There is a designated region for the four-time MVP. “The ‘LeBron spot,'” Popovich says, “is on the left side of the floor. He loves to shoot a 3 from the left quadrant. It’s a rule. It’s his favorite place.”


THE WORK OF some innovators has staying power. Former coach Rick Adelman fits that bill. His corner offense, more commonly known as “Sacramento” or “Sac” since it features skilled big men who can pass and was on display when Adelman coached Kings bigs Vlade Divac, Peja Stojakovic and Chris Webber, lives on in various reincarnations in Dallas, Miami, San Antonio, Denver, Portland, Milwaukee and Golden State, among other NBA hubs.

Malone argues Adelman deserves a spot in the Hall of Fame for his vision. He hired Adelman’s son David, another keen basketball mind, on his staff three seasons ago. “If you have skilled big men, like DeMarcus Cousins or Nikola Jokic, and you want to get them the ball on the elbow, now you spread the floor with shooters, and you have movement and splits,” Malone says. “That’s what Rick created. It’s a read-and-react offense.

“It’s not an old-school play where you have to go here and this guy has to do that. The league has gotten away from that. Read-and-react is a lot harder to scout.”

D’Antoni’s staff in Phoenix also harkened back to Adelman’s work with its “elbow series,” where they would rely on the gifted acumen of Boris Diaw to create scoring opportunities for Shawn Marion.

“What it stemmed from is everyone does such a good job of scouting,” D’Antoni says. “So when a coach stands up and yells ‘FOUR!’ the other bench starts screaming, ‘Watch it here, he’s going to set a backdoor screen.’ Everyone knows what’s coming.”

Even so, each team stores volumes of plays for ATOs, or after timeouts, in their database. Stevens relied on a play early in his Celtics tenure where the inbounder would throw a high cross-court pass over the defense to the corner. It was surprisingly effective, considering the degree of difficulty and the obvious gamble of such a risky pass.

In the final moments of the Warriors’ Game 6 of the 2019 Finals against the Raptors, Kerr decided to try it. Andre Iguodala tossed a dangerous, high-flying, cross-court pass to Draymond Green. It sailed over his head, but Green chased it down in the corner and flicked it to Stephen Curry, who launched an open 3 from the right side of the court. The ball bounced off the back of the rim.

“We practiced that play every few weeks and never used it,” Kerr says. “We did in that case because so many of our guys were down, and Steph was double- and triple-teamed.

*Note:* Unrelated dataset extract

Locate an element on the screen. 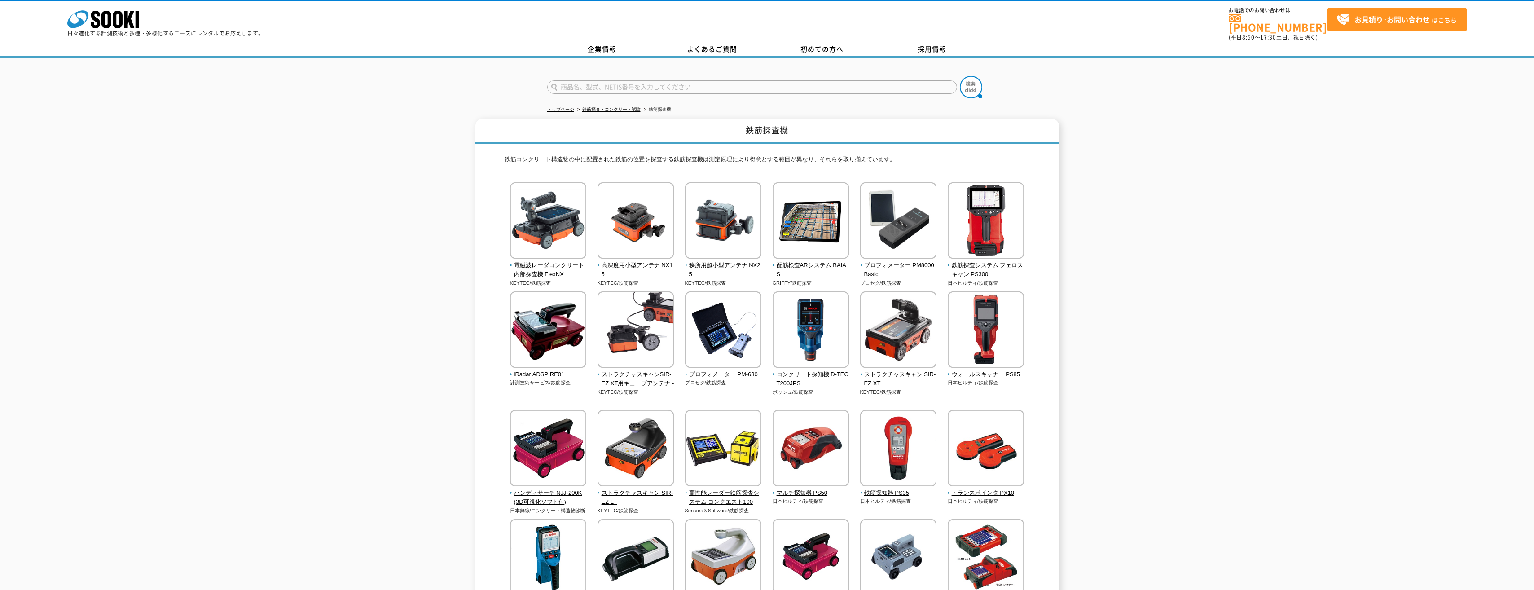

“I figured, ‘Let’s try something a little crazy.’ And it almost worked. The timing wasn’t quite right, but we got a decent shot.”

All coaches agree there’s no play that’s a sure thing — and that includes the legendary WTF. Consider in March 1993, on a rare night when Jordan was out of the Bulls’ lineup. Chicago was down three with seconds to go when Jackson called for WTF. But the execution was poor, and the end result less than satisfying: an air-ball 3-point shot by 6-foot-10 power forward Scott Williams.

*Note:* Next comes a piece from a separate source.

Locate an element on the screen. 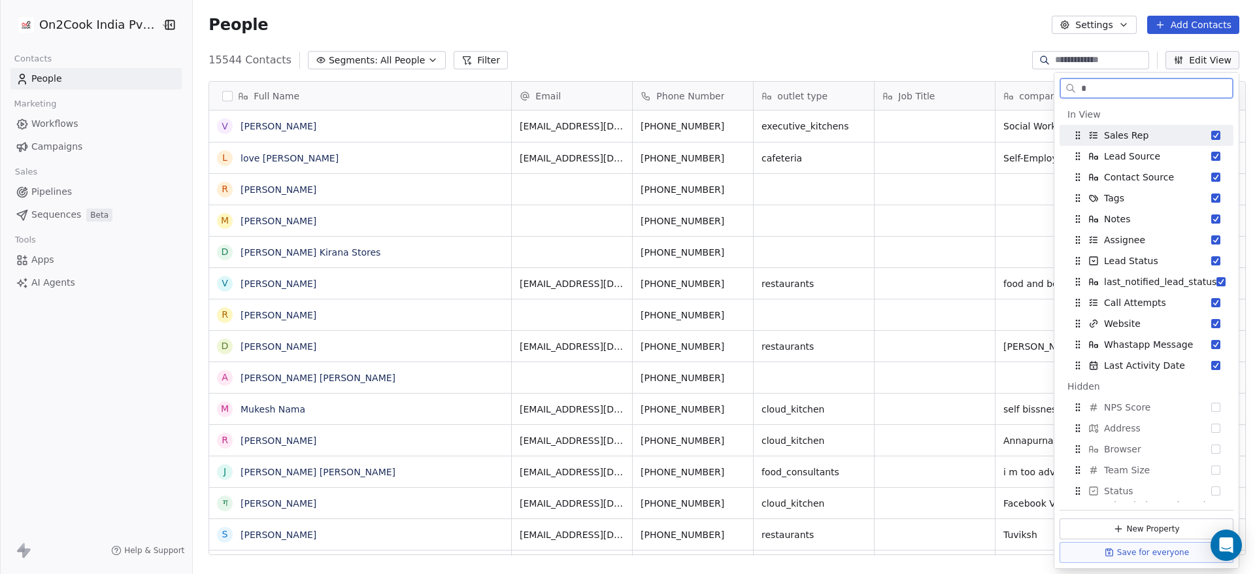 The width and height of the screenshot is (1255, 574). div: Assignee is located at coordinates (1146, 240).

Following the loss, longtime Chicago Tribune scribe Sam Smith pressed Jackson on his decision to get the ball to Williams, who was an abysmal 11.1% career shooter from the 3-point line and took only 45 of them in 15 seasons.

“Would you like to know what the play was?” Jackson asked.

“Yes,” Smith answered.

“It’s called, ‘What the f—,'” Jackson replied. “And that’s exactly what happened.”